BTA Bank claims it lost US$231mn through an alleged trade finance fraud scheme between 2005 and 2009 orchestrated by its former owner Mukhtar Ablyazov.

According to the ruling by Justice Gerhard Wallbank, the bank says the commodity traders earned commissions for arranging back-to-back trades with the British Virgin Islands SPVs. BTA issued letters of credit (LCs) for the trades, which were discounted by a third-party bank.

The structure left the bank exposed because the LC loans were only secured by the SPVs, which had no assets or actual control over any goods. Some 100 LCs were issued in this way, according to the judgment.

The bank said proceeds from the LCs were siphoned to a Latvian bank, Trasta Komercbanka, which was shut down in 2016 over money laundering concerns.

BTA’s claim alleges conspiracy to defraud, knowing receipt of proceeds from the LC scheme and unjust enrichment by the SPVs, ADM, Bunge, Grove and others. In all, it named 54 defendants in the litigation.

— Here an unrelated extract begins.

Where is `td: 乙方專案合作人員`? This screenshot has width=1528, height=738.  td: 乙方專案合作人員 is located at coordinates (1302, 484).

The allegations echo those made by a Russian lender last year against traders including Bunge, Cargill and the Louis Dreyfus Company, over a similar alleged LC scheme.

 

“Contrived artifices”

BTA filed a claim against the SPVs in 2021 and the following year was granted a court order allowing the bank to serve ADM, Bunge and Grove, as well as a small number of their employees with the lawsuit, even though they are not located in the territory.

ADM, Bunge, Grove and the former employees challenged the order, arguing that there was no underlying case for the court to hear because the SPVs had been struck off the companies register, a previous lengthy administration process had yielded no recoverable assets, and they had no directors or existence “beyond a technical one”.

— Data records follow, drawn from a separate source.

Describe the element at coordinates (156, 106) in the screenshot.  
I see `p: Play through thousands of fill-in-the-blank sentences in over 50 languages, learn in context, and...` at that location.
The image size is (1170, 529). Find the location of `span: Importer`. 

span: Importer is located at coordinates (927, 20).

Justice Wallbank agreed, finding that because there was no case to be tried between the SPVs and BTA, the international traders should not be served with the suit either.

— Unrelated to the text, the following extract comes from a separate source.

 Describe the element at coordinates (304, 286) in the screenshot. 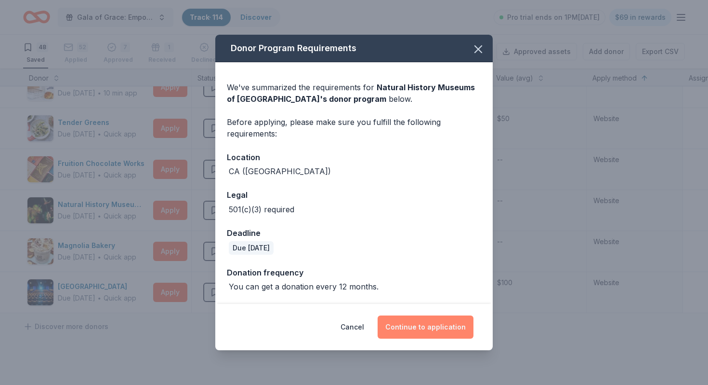

I see `div: You can get a donation every 12 months.` at that location.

“The Court is not obliged… to play along with, nor to affirm, delusions, or far-fetched speculation, nor for that matter with contrived artifices calculated to persuade the Court into allowing its processes and resources (and thus BVI taxpayers’ money) to be used to litigate claims which have no genuine utility here,” he wrote in the judgment.

BTA only named the SPVs as defendants “so that it could bring perceived ‘deep-pocket’ defendants, in the shape of the commodity traders ADM, Bunge and Grove, here to sue them,” he ruled. “I do not believe BTA’s unconvincing blandishments to the contrary.”

Justice Wallbank said that Kazakhstan, Germany or Switzerland would be more appropriate countries to hear the claims because key employees were stationed there at the time of the alleged scheme.

Lawyers representing BTA in the case did not respond to requests for comment from GTR, including on whether it will seek to bring its claims against the traders in another court.

It is the second recent legal setback in the case for BTA, after a Delaware court in October refused the bank permission to appoint a receiver for ADM Trade Resources Inc, which the bank claims earned US$12.8mn over the duration of the alleged LC scheme.

Ablyazov could not be reached for comment but has denied guilt in the many cases BTA are pursuing against him. He told Bloomberg Law last year that he is being persecuted for his opposition to Kazakhstan’s authoritarian government. The value of judgments entered against him in cases brought by BTA now exceeds US$4.4bn, according to the judgment.

ADM, Bunge and Grove had not responded to requests for comment as of press time.